Scenario 2: Network Partition

High Impact

Simulates a network split between Kafka zones. Tests split-brain handling, controller failover, and producer retries under connectivity loss.

# Using tc (traffic control) to add packet loss between brokers
# Run on the host of broker-2
sudo tc qdisc add dev eth0 root netem loss 100%

# Optional: introduce latency instead of full partition
sudo tc qdisc add dev eth0 root netem delay 500ms 100ms

# Restore normal network
sudo tc qdisc del dev eth0 root

Scenario 3: Slow Disk I/O

Medium Impact

Disk saturation is the most common cause of Kafka tail latency. Tests whether produce latency p99 remains acceptable under I/O pressure.

# Throttle disk writes to 10 MB/s on the Kafka data directory
sudo cgcreate -g blkio:/kafka-throttle
echo "8:0 10485760" | sudo tee \
  /sys/fs/cgroup/blkio/kafka-throttle/blkio.throttle.write_bps_device

# Assign Kafka process to throttled group
sudo cgexec -g blkio:/kafka-throttle kafka-server-start.sh config/server.properties

# Monitor produce request total time
kafka-jmx.sh --jmx-url service:jmx:rmi:///jndi/rmi://broker-1:9999/jmxrmi \
  --object-name "kafka.server:type=BrokerTopicMetrics,name=ProduceRequestsPerSec"

Scenario 4: Consumer Group Rebalance Storm

Medium Impact

Rolling restarts of consumer instances trigger repeated group rebalances. Tests whether your rebalance strategy (eager vs. cooperative) causes unacceptable lag.

# Simulate rolling restart of consumer pods (Kubernetes)
kubectl rollout restart deployment/order-processor

# Watch for rebalance events in consumer logs
kubectl logs -l app=order-processor -f | grep -i "rebalance\|partitions assigned"
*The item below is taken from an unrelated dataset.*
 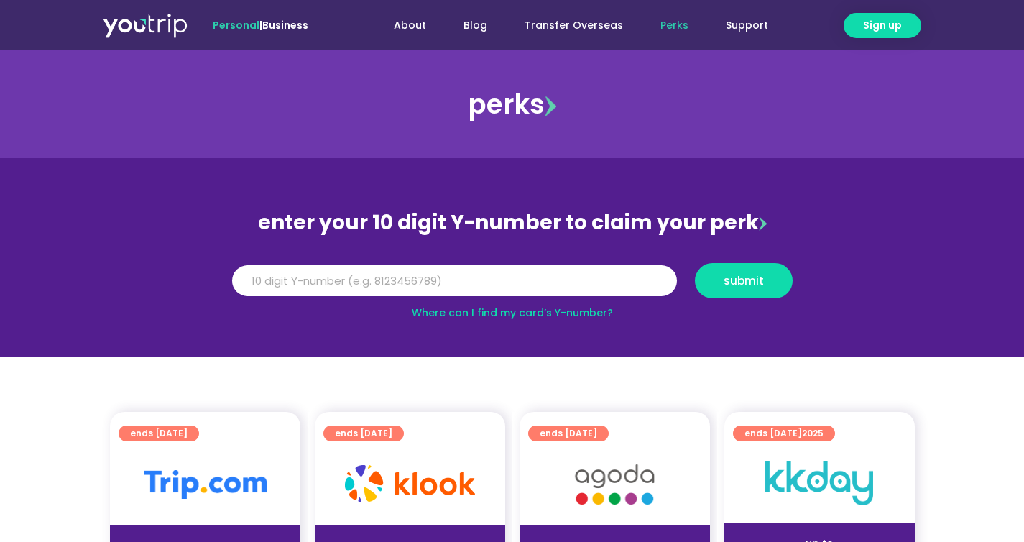 I want to click on a: Sign up, so click(x=882, y=25).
# Measure lag during the rolling restart
watch -n5 'kafka-consumer-groups.sh \
  --bootstrap-server broker-1:9092 \
  --describe --group order-processor | awk "{sum+=\$5} END {print "Total lag: "sum}"'

Measuring Experiment Impact

Resilience Scorecard

MetricTarget (Acceptable)Measure How
Recovery time after broker restart< 30 secondsTime until 0 under-replicated partitions
Max consumer lag during fault< 5× normal baselinePeak lag during experiment window
Producer error rate during fault< 0.1%records-error-rate / records-sent-rate
Produce p99 latency during fault< 3× normal p99JMX ProduceTotalTimeMs.99thPercentile

Use Monitoring Snapshots

Take a monitoring snapshot (screenshot or metrics export) immediately before starting a chaos experiment and immediately after recovery. The delta is your ground truth for the experiment report and for setting future alert thresholds.
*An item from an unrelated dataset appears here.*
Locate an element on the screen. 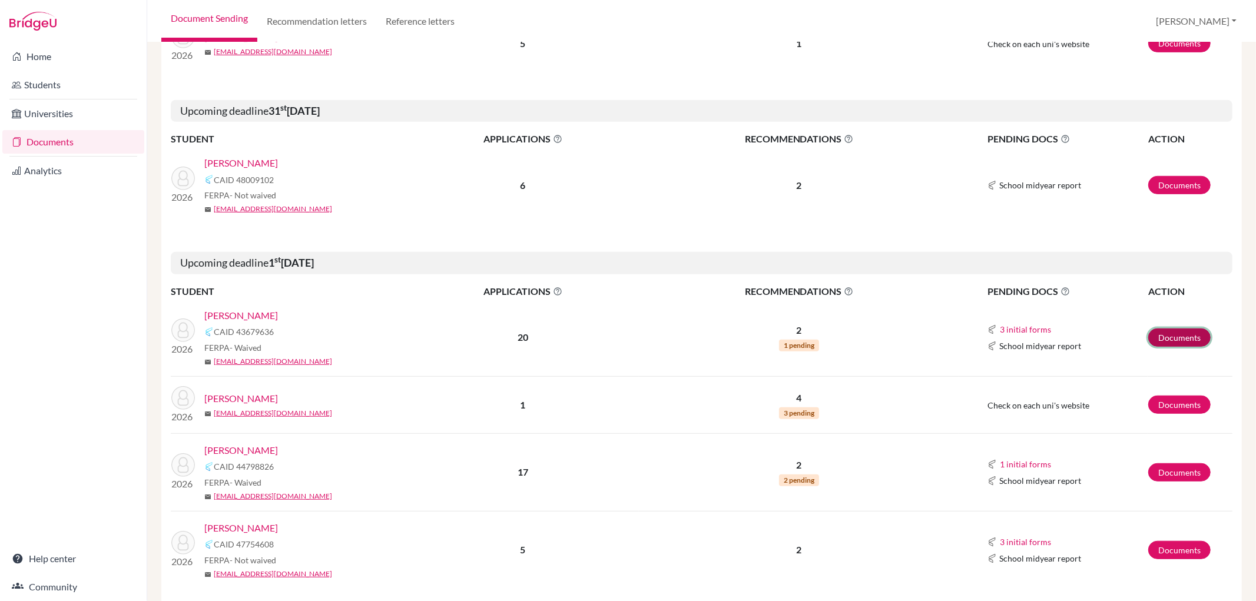 This screenshot has height=601, width=1256. b: 17 is located at coordinates (523, 472).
Chaos Engineering Best Practices

Start in Staging

Run every experiment in a staging environment that mirrors production topology before attempting it in prod. Build a playbook for each scenario.

Always Have a Kill Switch

Every experiment needs an immediate rollback procedure. Document it before you start and have a second engineer ready to execute it.

Limit Blast Radius

Start with the smallest possible fault scope: one partition, one consumer instance, 5% packet loss. Increase scope only after validating recovery at smaller scale.

Automate and Schedule

Manual chaos experiments happen once at launch and never again. Automate them in CI/CD pipelines or schedule them weekly during low-traffic windows.

Key Takeaways

Define a quantitative steady state before every experiment — you cannot measure recovery without a baseline.
Broker crash scenarios are the most valuable: they test leader election, ISR shrinkage, and client reconnection simultaneously.
Network partition experiments reveal split-brain risks that broker crash tests do not surface.
Cooperative sticky rebalance reduces lag spikes during consumer rolling restarts by 70–90% compared to eager rebalance.
Automate chaos experiments in CI/CD — manual experiments become stale and miss regressions introduced by config changes.
Publish a resilience scorecard after each experiment and track it over time to measure architectural improvements.

Validate Your Kafka Resilience with KLogic

KLogic's real-time dashboards and anomaly detection make chaos experiments measurable. See exactly how your cluster responds to fault injection and track recovery metrics over every experiment in your history.